Defeating Dark Powers in the Jungles of India
March 17, 2016
Pratik* would intermittently come back to his senses and return to his wife at their village home in an undisclosed area of Chhattisgarh, one of India's poorest and most illiterate states. For six years he bounced between lucidity and insanity, caroming between home and jungle thick with flora and predators. His wife feared for his life.
This cycle might have continued indefinitely if someone from an opposite background – a well-educated man from a Christian home in a more modern part of India – had not hit upon a compelling missionary model. In 2002, after working as a near-culture missionary planting churches in central and north India for nearly 20 years, Siddharth Subramani* was concerned about the thousands of people groups in India yet to hear the message of salvation in Christ.
In prayer, he received the idea of concentrating efforts on the more responsive people groups, who in turn would set off movements to embrace Christ among other peoples – a "chain reaction" strategy.
He began with the Gonds of central India, idol- and nature-worshiping animists who suffer daily from hunger and other conditions of poverty. With the power of the gospel and the Holy Spirit, Subramani and his team of indigenous missionaries gradually saw Gond villagers' addiction to alcohol turn into zeal for the Lord. Hut-to-hut evangelism, praying for the sick, evening meetings and proclaiming Christ through music – a powerful communication tool in India – gradually produced worshipping congregations. Literacy programs and Christian schools addressed a major impediment to the advance of Gonds, many of whom had only a third-grade education. New believers were then trained to minister to other near-culture groups.
As a chain reaction in chemistry or physics is a sequence of reactions in which outcomes produce further outcomes – which under certain conditions may dramatically accelerate – the like missionary strategy advanced the gospel across many barriers. In previously unreached areas among the Gonds, Sahu, Oravan, Khadia, Kanwar and Chamar, 50 fellowships emerged. These in turn helped Subramani's ministry bring the message of salvation to unreached areas of the Bhuiya and the Korwa peoples.
Like a seemingly random element careening about the universe, one such Christian Korwa was a friend of Pratik. Conditions were right for the advance of God's kingdom when he ran into Pratik early last year during one of Pratik's periods of right-mindedness – another "random" event that, from a biblical viewpoint, is nothing less than the sovereignty and providence of God.
"He heard about the Lord Jesus Christ through one of his friends, and he wanted to know more about the Lord," Subramani said. "Through the jungle and mountain paths he walked 50 kilometers [31 miles] to reach our Korwa congregation. Our native missionary and the local congregation prayed for him. The Lord delivered him from the mental illness, and he has become completely normal."
Pratik later put his faith in Jesus as Lord and Savior, and he has become a new person in Christ, Subramani said.
"After tasting the love and deliverance of our Lord Jesus Christ, he started visiting the villages in a 15-kilometer radius and preached the gospel, telling what the Lord had done in his life," he said. "Within six months he has planted five congregations in five villages, and in a few other villages he has brought one or two families to Christ. During my last visit to his village, the Lord enabled me to baptize more than 50 Korwa people."
In that undisclosed area, more than 400 Korwa have come to Christ though the ministry of Pratik and an indigenous missionary, one of the ministry's 60 indigenous workers, he said. The Joshua Project describes the Korwa people of India as unreached, defined as evangelicals making up no more than 2 percent of the population. The Korwa of India (they are also present in Bangladesh) are 1.02 percent "professing Christian," and the percentage of evangelicals is "unknown," according to the Joshua Project.
Nearly all Korwa people, including some children, are addicted to liquor made locally from rice powder and a jungle flower, he said.
"We are the pioneers to work among them with a special concentration on them," said Subramani, whose ministry also works in neighboring Jharkhand state. "The Bhuiya people group is also unreached in the area where we work. The Munda and Oravan people groups have strong churches in three districts of Jharkhand, but in one district of Jharkhand they are mostly unreached, and therefore we concentrate our ministry among them."
From September through November of last year, the ministry reached 4,050 people who had never heard the gospel in 135 villages; they were from the Korwa, Gond, Bhuiya and Khadia groups, he said. Of these people, 1,196 placed their faith in Christ for salvation and seven congregations were planted. During that period, 271 people joined churches and another 287 people were "ready to join the Lord's fold," he said.
"There are so many young believers, both young men and women, who have turned to Christ from the Korwa, Munda, Oravan and Bhuiya people groups," Subramani said. "We teach them the Word of God and train them in techniques of church planting in the mission field context at our satellite school. We Praise God for what the Lord is doing through the life and witness of these very simple new believers."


**Your assignment:** The answer must be an exact copy of the records, with no pictures in it.

(Source records)
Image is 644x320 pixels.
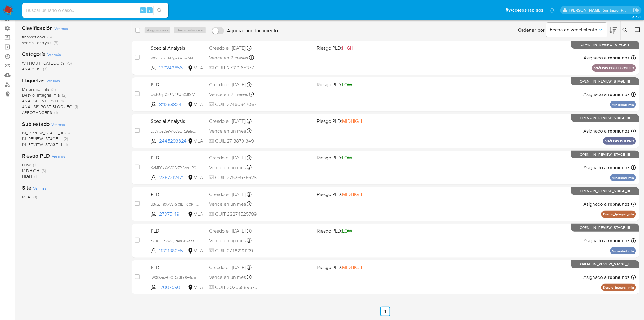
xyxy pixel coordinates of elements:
span: Alt [141,7,145,13]
button: search-icon [154,6,166,15]
p: roberto.munoz@mercadolibre.com [570,7,632,13]
a: Salir [633,7,640,14]
a: Notificaciones [550,8,555,13]
span: 3.150.1 [633,14,641,19]
input: Buscar usuario o caso... [22,6,168,14]
span: Accesos rápidos [510,7,544,14]
span: s [149,7,151,13]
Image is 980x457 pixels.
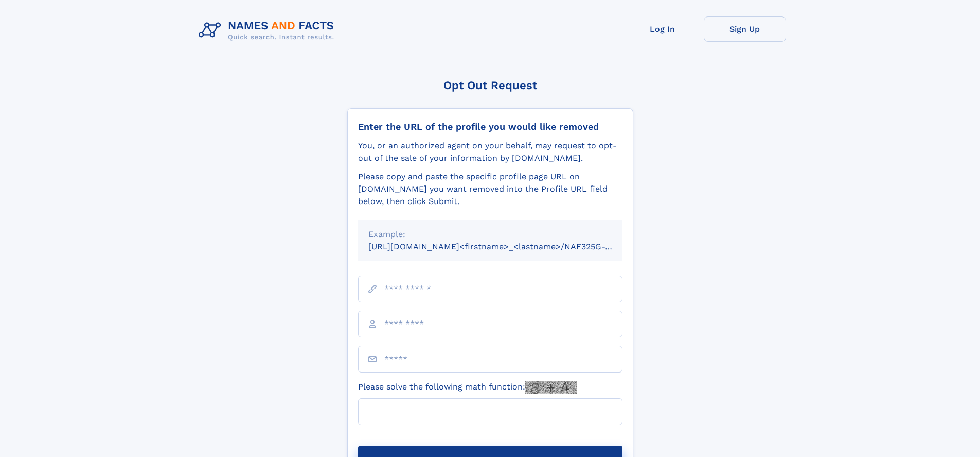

**Your response:**
Image is 644x320 pixels.
xyxy pixel coordinates of elements:
span: Alt [141,7,145,13]
button: search-icon [154,6,166,15]
p: roberto.munoz@mercadolibre.com [570,7,632,13]
a: Salir [633,7,640,14]
a: Notificaciones [550,8,555,13]
span: 3.150.1 [633,14,641,19]
input: Buscar usuario o caso... [22,6,168,14]
span: Accesos rápidos [510,7,544,14]
span: s [149,7,151,13]
Image is 980x457 pixels.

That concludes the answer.